A messenger dropped off some take-out menus at work, advertising a Vietnamese place I didn't know. So when Vince came to meet me for lunch we headed off south to Orchard Street in the freezing cold and found An choi.
The narrow space starts off with a booth where the banh mi (Vietnamese sandwiches, on crispy white rolls) are made, complete with toaster oven to warm the rolls. The kitchen is in the back of the house. I loved the spare table settings of coffee cans for chopsticks and Sriracha hot sauce.
Three things on the take out menu had attracted me. Pho (soup), banh mi and beer. The two banh mi joints I frequent (Nicky's on East 1st and Saigon on Broome) are really holes in the wall, and you order and leave with your lunch, which doesn't include beer or pho, to which I was introduced by my Vietnamese friend Mimi, whose mother made it for us...delicious. But I had never found it close to the work hood.
Salad rolls on the menu made me digress, and I swear the ones I ordered said CRISPY pig skin on the menu. Online it says shredded pig skin. Might explain few things. Crispy they were not. Think elastic bands in a bland rice roll with bland herbs. Really. It was a very disappointing start after such a promising beginning. No flavour whatsoever. Nada. It's bad when you're desperately dipping your roll into the sauce for proof of life.
So. Strike one. Even Vince didn't finish it and he finishes everything I leave. Hoover.
I had ordered the special: a soup with crab in a tomato-based broth, digressing again from the traditional pho. It was good, though not astoundingly so. Delicate, the crab pureed rather than in flaky pieces. Good on a cold day. Unfortunately so much of what I eat in this vein is compared to Momofuku Noodle Bar, whose broth rocks. But Noodle Bar's er, noodles, cost $16 and this one was $10, so there's that.
Vince had banh mi, with pork and basil meatballs and the usual quick pickles and cilantro. It was as yummy as banh mi can be. Again, at $8, there's the odious comparison: Saigon's banh mi are $3.50. Nicky's are $5. And both are very good, in different ways. But here you're sitting down, in a space which has higher rent, presumably, looking at a pretty wall, being waited on. Which means tip, of course. So it's really a $9.50 banh mi. I don't think it cuts it.
What was delicious was coffee. Dripped onto condensed milk, stirred.
I'll go back for the pho proper, and because the place felt good, and for the coffee. But I won't be ordering the salad rolls.
I love the coffee can...great idea. I'm sorry your meal was only so so..it seems on the pricier side for Vietnamese restaurant standards. It's been forever since I've had that spicy crab noodle soup. Now I'm hungry!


EXERCISE
Every entry below should be written out exactly, and no image should appear.

DATA RECORDS
---------------
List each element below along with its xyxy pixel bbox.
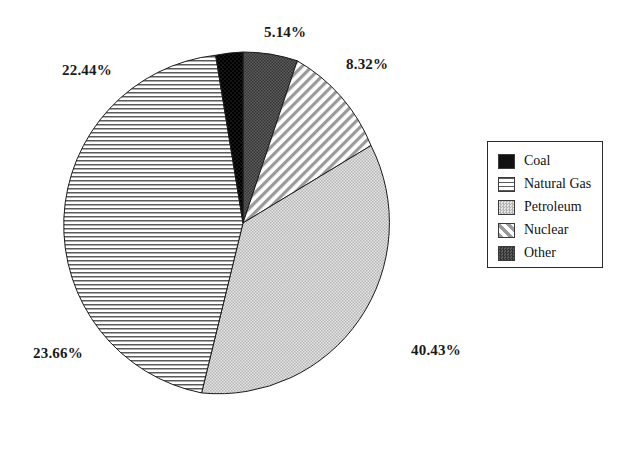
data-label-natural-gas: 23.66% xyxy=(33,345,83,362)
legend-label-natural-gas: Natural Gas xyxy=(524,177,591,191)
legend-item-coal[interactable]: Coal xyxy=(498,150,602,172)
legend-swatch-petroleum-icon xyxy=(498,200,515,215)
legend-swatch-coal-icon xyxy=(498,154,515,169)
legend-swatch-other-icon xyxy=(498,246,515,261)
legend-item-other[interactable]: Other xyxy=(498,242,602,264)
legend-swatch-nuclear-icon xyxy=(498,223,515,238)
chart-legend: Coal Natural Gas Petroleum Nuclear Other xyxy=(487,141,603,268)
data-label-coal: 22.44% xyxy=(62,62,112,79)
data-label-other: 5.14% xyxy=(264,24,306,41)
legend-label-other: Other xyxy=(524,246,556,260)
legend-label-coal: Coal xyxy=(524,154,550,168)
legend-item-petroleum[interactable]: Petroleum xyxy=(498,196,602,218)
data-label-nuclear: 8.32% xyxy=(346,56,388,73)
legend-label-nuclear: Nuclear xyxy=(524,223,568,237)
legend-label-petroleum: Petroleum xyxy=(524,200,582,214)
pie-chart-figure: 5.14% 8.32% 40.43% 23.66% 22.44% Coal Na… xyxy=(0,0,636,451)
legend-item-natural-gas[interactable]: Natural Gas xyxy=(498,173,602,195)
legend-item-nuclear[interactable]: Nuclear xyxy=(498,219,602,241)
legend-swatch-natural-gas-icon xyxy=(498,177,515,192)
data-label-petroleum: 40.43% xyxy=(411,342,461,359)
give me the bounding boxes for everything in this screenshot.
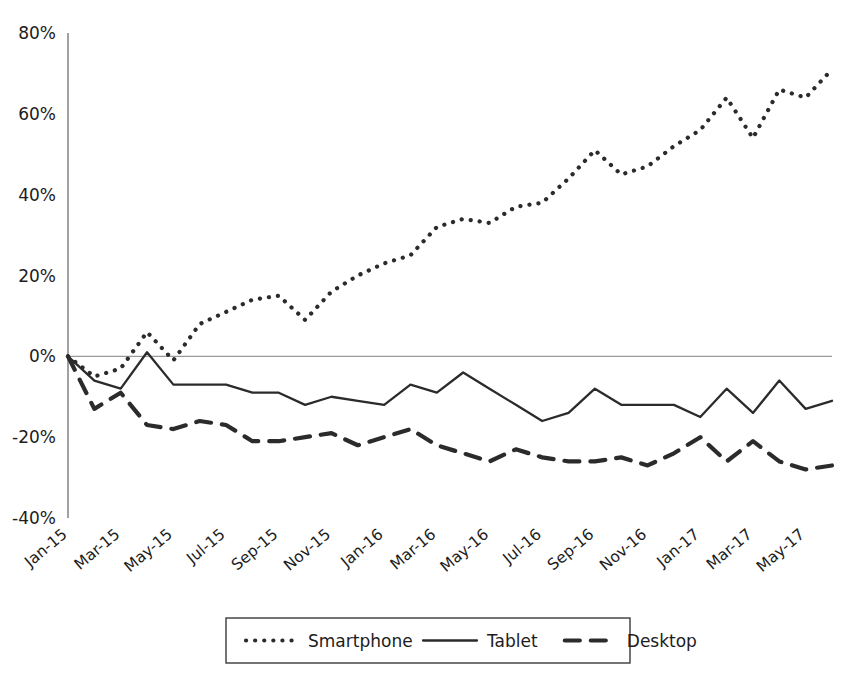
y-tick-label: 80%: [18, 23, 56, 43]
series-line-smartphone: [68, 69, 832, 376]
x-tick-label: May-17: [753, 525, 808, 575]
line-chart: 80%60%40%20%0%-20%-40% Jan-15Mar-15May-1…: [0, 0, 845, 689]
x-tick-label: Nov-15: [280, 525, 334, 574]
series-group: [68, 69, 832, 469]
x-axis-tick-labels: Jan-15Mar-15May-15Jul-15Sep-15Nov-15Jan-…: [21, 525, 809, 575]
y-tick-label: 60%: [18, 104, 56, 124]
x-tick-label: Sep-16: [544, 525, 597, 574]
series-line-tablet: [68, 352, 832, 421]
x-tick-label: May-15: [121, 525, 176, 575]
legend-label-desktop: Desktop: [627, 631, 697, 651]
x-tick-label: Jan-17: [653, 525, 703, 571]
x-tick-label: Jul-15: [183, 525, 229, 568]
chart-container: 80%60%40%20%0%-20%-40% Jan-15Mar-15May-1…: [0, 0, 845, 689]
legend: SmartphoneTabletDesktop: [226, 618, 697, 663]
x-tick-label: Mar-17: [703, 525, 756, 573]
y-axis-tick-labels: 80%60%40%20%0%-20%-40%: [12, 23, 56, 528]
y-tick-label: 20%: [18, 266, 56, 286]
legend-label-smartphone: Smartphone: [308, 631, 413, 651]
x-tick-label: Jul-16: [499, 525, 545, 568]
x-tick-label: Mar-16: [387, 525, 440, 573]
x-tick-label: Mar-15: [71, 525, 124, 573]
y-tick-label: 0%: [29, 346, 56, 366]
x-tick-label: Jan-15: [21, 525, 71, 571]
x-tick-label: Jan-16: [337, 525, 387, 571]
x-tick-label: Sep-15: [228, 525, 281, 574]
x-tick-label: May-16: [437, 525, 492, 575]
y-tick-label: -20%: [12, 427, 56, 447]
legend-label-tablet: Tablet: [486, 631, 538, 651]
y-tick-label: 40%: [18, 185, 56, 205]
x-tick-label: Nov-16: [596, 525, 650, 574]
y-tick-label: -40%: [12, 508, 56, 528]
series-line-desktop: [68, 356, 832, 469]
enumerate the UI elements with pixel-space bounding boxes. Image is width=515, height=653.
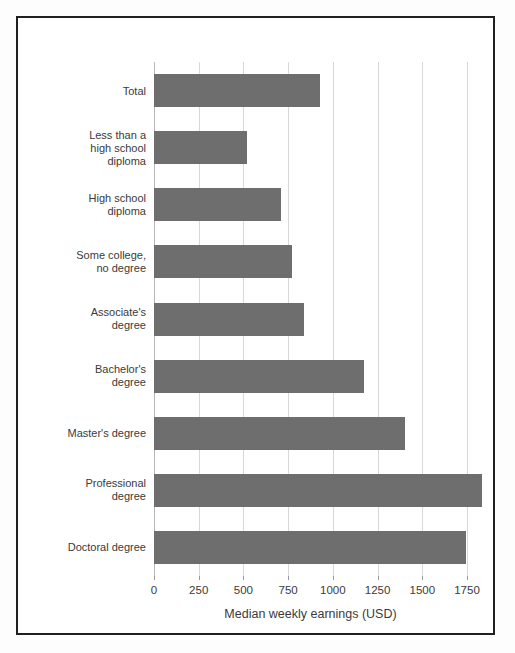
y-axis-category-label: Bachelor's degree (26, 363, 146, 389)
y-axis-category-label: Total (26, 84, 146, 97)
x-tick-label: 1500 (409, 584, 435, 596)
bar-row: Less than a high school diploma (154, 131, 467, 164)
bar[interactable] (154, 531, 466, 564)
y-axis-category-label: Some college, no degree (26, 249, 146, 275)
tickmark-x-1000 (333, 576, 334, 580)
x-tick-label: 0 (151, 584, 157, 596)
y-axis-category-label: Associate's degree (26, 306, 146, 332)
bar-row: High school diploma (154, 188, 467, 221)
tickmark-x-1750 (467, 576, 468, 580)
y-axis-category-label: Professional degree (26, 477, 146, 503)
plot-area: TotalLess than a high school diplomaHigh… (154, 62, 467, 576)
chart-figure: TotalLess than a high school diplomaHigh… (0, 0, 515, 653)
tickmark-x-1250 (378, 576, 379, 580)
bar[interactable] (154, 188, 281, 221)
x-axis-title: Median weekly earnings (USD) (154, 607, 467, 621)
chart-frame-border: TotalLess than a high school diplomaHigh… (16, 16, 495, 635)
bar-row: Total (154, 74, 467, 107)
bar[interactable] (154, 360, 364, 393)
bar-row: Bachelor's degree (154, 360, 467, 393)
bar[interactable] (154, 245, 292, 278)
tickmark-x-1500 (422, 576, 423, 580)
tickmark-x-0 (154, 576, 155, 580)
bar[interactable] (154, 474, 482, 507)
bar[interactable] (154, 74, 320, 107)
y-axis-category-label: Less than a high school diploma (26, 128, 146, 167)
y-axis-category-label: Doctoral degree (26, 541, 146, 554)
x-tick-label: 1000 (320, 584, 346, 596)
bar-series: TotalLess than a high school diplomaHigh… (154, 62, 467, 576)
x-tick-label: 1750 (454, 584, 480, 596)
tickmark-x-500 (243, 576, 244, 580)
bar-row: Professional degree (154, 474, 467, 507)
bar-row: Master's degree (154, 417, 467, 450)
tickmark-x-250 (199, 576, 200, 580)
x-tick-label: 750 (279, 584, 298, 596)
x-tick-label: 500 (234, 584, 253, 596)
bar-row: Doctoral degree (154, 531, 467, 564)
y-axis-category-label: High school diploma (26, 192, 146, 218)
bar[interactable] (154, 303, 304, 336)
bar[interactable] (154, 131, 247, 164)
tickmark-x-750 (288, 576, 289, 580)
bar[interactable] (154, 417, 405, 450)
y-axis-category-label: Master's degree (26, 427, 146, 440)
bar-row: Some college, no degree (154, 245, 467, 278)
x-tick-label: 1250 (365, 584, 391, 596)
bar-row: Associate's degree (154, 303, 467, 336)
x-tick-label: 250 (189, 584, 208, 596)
---------------
REPLY
List each element below along with its xyxy pixel bbox.
data-label-natural-gas: 23.66% xyxy=(33,345,83,362)
legend-label-natural-gas: Natural Gas xyxy=(524,177,591,191)
legend-item-coal[interactable]: Coal xyxy=(498,150,602,172)
legend-swatch-petroleum-icon xyxy=(498,200,515,215)
legend-swatch-coal-icon xyxy=(498,154,515,169)
legend-swatch-other-icon xyxy=(498,246,515,261)
legend-item-other[interactable]: Other xyxy=(498,242,602,264)
legend-swatch-nuclear-icon xyxy=(498,223,515,238)
chart-legend: Coal Natural Gas Petroleum Nuclear Other xyxy=(487,141,603,268)
data-label-coal: 22.44% xyxy=(62,62,112,79)
data-label-other: 5.14% xyxy=(264,24,306,41)
legend-label-other: Other xyxy=(524,246,556,260)
legend-label-coal: Coal xyxy=(524,154,550,168)
legend-item-petroleum[interactable]: Petroleum xyxy=(498,196,602,218)
data-label-nuclear: 8.32% xyxy=(346,56,388,73)
legend-label-nuclear: Nuclear xyxy=(524,223,568,237)
legend-label-petroleum: Petroleum xyxy=(524,200,582,214)
pie-chart-figure: 5.14% 8.32% 40.43% 23.66% 22.44% Coal Na… xyxy=(0,0,636,451)
legend-item-natural-gas[interactable]: Natural Gas xyxy=(498,173,602,195)
legend-item-nuclear[interactable]: Nuclear xyxy=(498,219,602,241)
legend-swatch-natural-gas-icon xyxy=(498,177,515,192)
data-label-petroleum: 40.43% xyxy=(411,342,461,359)
give me the bounding boxes for everything in this screenshot.
y-tick-label: 80%: [18, 23, 56, 43]
series-line-smartphone: [68, 69, 832, 376]
x-tick-label: May-17: [753, 525, 808, 575]
line-chart: 80%60%40%20%0%-20%-40% Jan-15Mar-15May-1…: [0, 0, 845, 689]
x-tick-label: Nov-15: [280, 525, 334, 574]
series-group: [68, 69, 832, 469]
x-axis-tick-labels: Jan-15Mar-15May-15Jul-15Sep-15Nov-15Jan-…: [21, 525, 809, 575]
y-tick-label: 60%: [18, 104, 56, 124]
x-tick-label: Sep-16: [544, 525, 597, 574]
series-line-tablet: [68, 352, 832, 421]
x-tick-label: May-15: [121, 525, 176, 575]
legend-label-desktop: Desktop: [627, 631, 697, 651]
x-tick-label: Jan-17: [653, 525, 703, 571]
x-tick-label: Jul-15: [183, 525, 229, 568]
chart-container: 80%60%40%20%0%-20%-40% Jan-15Mar-15May-1…: [0, 0, 845, 689]
legend: SmartphoneTabletDesktop: [226, 618, 697, 663]
x-tick-label: Mar-17: [703, 525, 756, 573]
y-axis-tick-labels: 80%60%40%20%0%-20%-40%: [12, 23, 56, 528]
y-tick-label: 20%: [18, 266, 56, 286]
legend-label-smartphone: Smartphone: [308, 631, 413, 651]
x-tick-label: Jul-16: [499, 525, 545, 568]
x-tick-label: Mar-16: [387, 525, 440, 573]
x-tick-label: Mar-15: [71, 525, 124, 573]
y-tick-label: 0%: [29, 346, 56, 366]
x-tick-label: Jan-15: [21, 525, 71, 571]
x-tick-label: Jan-16: [337, 525, 387, 571]
x-tick-label: Sep-15: [228, 525, 281, 574]
x-tick-label: May-16: [437, 525, 492, 575]
y-tick-label: -20%: [12, 427, 56, 447]
legend-label-tablet: Tablet: [486, 631, 538, 651]
y-tick-label: 40%: [18, 185, 56, 205]
x-tick-label: Nov-16: [596, 525, 650, 574]
y-tick-label: -40%: [12, 508, 56, 528]
series-line-desktop: [68, 356, 832, 469]
enumerate the UI elements with pixel-space bounding boxes. Image is width=515, height=653.
y-axis-category-label: Bachelor's degree (26, 363, 146, 389)
y-axis-category-label: Total (26, 84, 146, 97)
x-tick-label: 1500 (409, 584, 435, 596)
bar-row: Less than a high school diploma (154, 131, 467, 164)
bar[interactable] (154, 531, 466, 564)
y-axis-category-label: Some college, no degree (26, 249, 146, 275)
tickmark-x-1000 (333, 576, 334, 580)
x-tick-label: 0 (151, 584, 157, 596)
y-axis-category-label: Associate's degree (26, 306, 146, 332)
bar-row: High school diploma (154, 188, 467, 221)
tickmark-x-1750 (467, 576, 468, 580)
y-axis-category-label: Professional degree (26, 477, 146, 503)
plot-area: TotalLess than a high school diplomaHigh… (154, 62, 467, 576)
chart-figure: TotalLess than a high school diplomaHigh… (0, 0, 515, 653)
tickmark-x-1250 (378, 576, 379, 580)
bar[interactable] (154, 188, 281, 221)
x-axis-title: Median weekly earnings (USD) (154, 607, 467, 621)
chart-frame-border: TotalLess than a high school diplomaHigh… (16, 16, 495, 635)
bar-row: Total (154, 74, 467, 107)
bar[interactable] (154, 360, 364, 393)
bar-row: Bachelor's degree (154, 360, 467, 393)
bar[interactable] (154, 245, 292, 278)
tickmark-x-1500 (422, 576, 423, 580)
tickmark-x-0 (154, 576, 155, 580)
bar[interactable] (154, 474, 482, 507)
bar[interactable] (154, 74, 320, 107)
y-axis-category-label: Less than a high school diploma (26, 128, 146, 167)
y-axis-category-label: Doctoral degree (26, 541, 146, 554)
x-tick-label: 1000 (320, 584, 346, 596)
bar-series: TotalLess than a high school diplomaHigh… (154, 62, 467, 576)
x-tick-label: 1750 (454, 584, 480, 596)
tickmark-x-500 (243, 576, 244, 580)
bar-row: Professional degree (154, 474, 467, 507)
bar-row: Master's degree (154, 417, 467, 450)
tickmark-x-250 (199, 576, 200, 580)
x-tick-label: 750 (279, 584, 298, 596)
x-tick-label: 500 (234, 584, 253, 596)
bar-row: Doctoral degree (154, 531, 467, 564)
y-axis-category-label: High school diploma (26, 192, 146, 218)
bar[interactable] (154, 303, 304, 336)
bar[interactable] (154, 131, 247, 164)
tickmark-x-750 (288, 576, 289, 580)
bar[interactable] (154, 417, 405, 450)
y-axis-category-label: Master's degree (26, 427, 146, 440)
bar-row: Some college, no degree (154, 245, 467, 278)
x-tick-label: 1250 (365, 584, 391, 596)
bar-row: Associate's degree (154, 303, 467, 336)
x-tick-label: 250 (189, 584, 208, 596)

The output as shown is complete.